The UN’s chief legal counsel, Hans Corell, arrived in Phnom Penh on Thursday evening to begin a visit that is expected to seal an agreement between Cambodia and the world body on a long-awaited trial of surviving Khmer Rouge leaders.
Last month the UN General Assembly approved an agreement with Cambodia to establish a genocide tribunal.
The consensus vote of the General Assembly’s 191 members marked the final hurdles in negotiations that began in 1997 but moved at a glacial pace as both Phnom Penh and UN negotiators wrestled over the final make-up of the tribunal.
“The agreement has been approved by the General Assembly of the United Nations so the next step is to sign it,” Corell told reporters upon arrival at Phnom Penh International Airport.
“It has been a long process so far. But I think that now we are in a different setting,” Corell said.
The UN pulled out of trial negotiations in February 2002, but a resolution by its members put the tribunal back on the table this year.
Corell noted that after the agreement is signed today, it must be ratified by the Cambodian National Assembly.
He said, “There are a number of practical things that have to be done, but of course we have to see first what the National Assembly” decides.
The Assembly, however, has been paralyzed in past weeks by a lack of quorum, as the July 27 general elections approach.
Observers say it is unlikely the trial agreement will be debated until the new government is announced in September.
Corell also said issuance of the first Khmer Rouge indictments would be an issue for co-prosecutors to decide.
“It’s far too early. It is the prosecutor who will decide that, or, in this case, the co-prosecutors,” Corell said.
“[The co-prosecutors] would have to get organized first and then decide on a strategy and come to a conclusion on how they will proceed,” he said.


Problem:
In the data below, count how many lines contain "block" and give that number by itself.

--- START ---

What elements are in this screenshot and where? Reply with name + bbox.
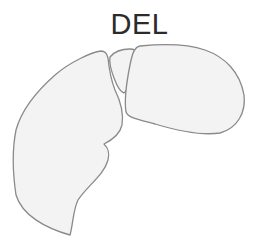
liver-lobes-diagram	[0, 0, 255, 244]
left-lobe-shape	[13, 51, 122, 235]
right-lobe-shape	[125, 45, 244, 134]
diagram-canvas: DEL	[0, 0, 255, 244]
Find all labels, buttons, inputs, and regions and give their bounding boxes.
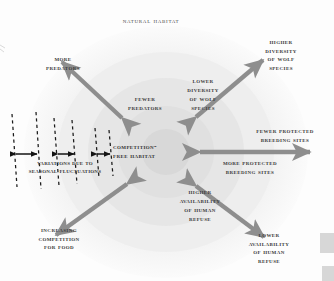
label-more-predators: More predators (26, 55, 100, 72)
label-higher-diversity-wolf-species: Higher diversity of wolf species (240, 38, 322, 73)
label-fewer-predators: Fewer predators (116, 95, 174, 113)
label-more-protected-breeding-sites: More protected breeding sites (200, 159, 300, 177)
label-higher-availability-human-refuse: Higher availability of human refuse (164, 188, 236, 224)
dash-line-1 (12, 114, 17, 187)
label-increasing-competition-for-food: Increasing competition for food (16, 226, 102, 252)
left-edge-tick (0, 45, 5, 52)
label-seasonal-variations: Variations due to seasonal fluctuations (6, 159, 124, 176)
diagram-title: Natural habitat (96, 17, 206, 25)
habitat-gradient-diagram: Natural habitat More predators Higher di… (0, 0, 334, 281)
edge-block-lower (322, 266, 334, 281)
label-lower-diversity-wolf-species: Lower diversity of wolf species (172, 77, 234, 113)
label-fewer-protected-breeding-sites: Fewer protected breeding sites (237, 127, 333, 144)
edge-block-upper (320, 233, 334, 253)
label-competition-free-habitat: Competition- free habitat (113, 143, 189, 161)
label-lower-availability-human-refuse: Lower availability of human refuse (228, 231, 310, 266)
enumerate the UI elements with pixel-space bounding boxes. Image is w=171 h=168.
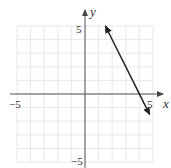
- y-axis-label: y: [88, 4, 96, 19]
- y-max-label: 5: [76, 23, 82, 35]
- x-max-label: 5: [147, 98, 153, 110]
- y-min-label: −5: [71, 155, 83, 167]
- x-min-label: −5: [9, 98, 21, 110]
- coordinate-graph: −5 5 x 5 −5 y: [0, 0, 171, 168]
- x-axis-label: x: [162, 96, 169, 111]
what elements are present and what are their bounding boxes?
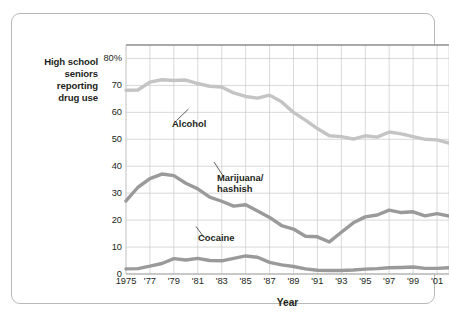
series-annotation-alcohol: Alcohol xyxy=(172,118,206,129)
x-axis-tick-label: '95 xyxy=(359,276,371,287)
x-axis-title: Year xyxy=(126,297,449,308)
series-annotation-cocaine: Cocaine xyxy=(198,232,234,243)
figure-frame: High school seniors reporting drug use 0… xyxy=(11,13,435,304)
y-axis-tick-label: 50 xyxy=(96,134,122,144)
y-axis-tick-label: 10 xyxy=(96,242,122,252)
y-axis-tick-labels: 01020304050607080% xyxy=(92,45,122,274)
y-axis-tick-label: 20 xyxy=(96,215,122,225)
x-axis-tick-label: '97 xyxy=(383,276,395,287)
x-axis-tick-label: '89 xyxy=(287,276,299,287)
y-axis-tick-label: 40 xyxy=(96,161,122,171)
y-axis-tick-label: 80% xyxy=(96,53,122,63)
x-axis-tick-label: '87 xyxy=(263,276,275,287)
y-axis-tick-label: 60 xyxy=(96,107,122,117)
x-axis-tick-label: '81 xyxy=(192,276,204,287)
x-axis-tick-labels: 1975'77'79'81'83'85'87'89'91'93'95'97'99… xyxy=(126,276,449,290)
x-axis-tick-label: '79 xyxy=(168,276,180,287)
x-axis-tick-label: '99 xyxy=(407,276,419,287)
series-annotation-marijuana: Marijuana/ hashish xyxy=(217,172,263,194)
x-axis-tick-label: '83 xyxy=(216,276,228,287)
y-axis-tick-label: 30 xyxy=(96,188,122,198)
chart-series-lines xyxy=(126,45,449,274)
plot-area xyxy=(126,45,449,274)
x-axis-tick-label: '77 xyxy=(144,276,156,287)
x-axis-tick-label: '01 xyxy=(431,276,443,287)
y-axis-caption: High school seniors reporting drug use xyxy=(26,56,98,104)
x-axis-tick-label: '93 xyxy=(335,276,347,287)
x-axis-tick-label: 1975 xyxy=(116,276,137,287)
x-axis-tick-label: '85 xyxy=(240,276,252,287)
x-axis-tick-label: '91 xyxy=(311,276,323,287)
y-axis-tick-label: 70 xyxy=(96,80,122,90)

--- END ---

Final answer:
2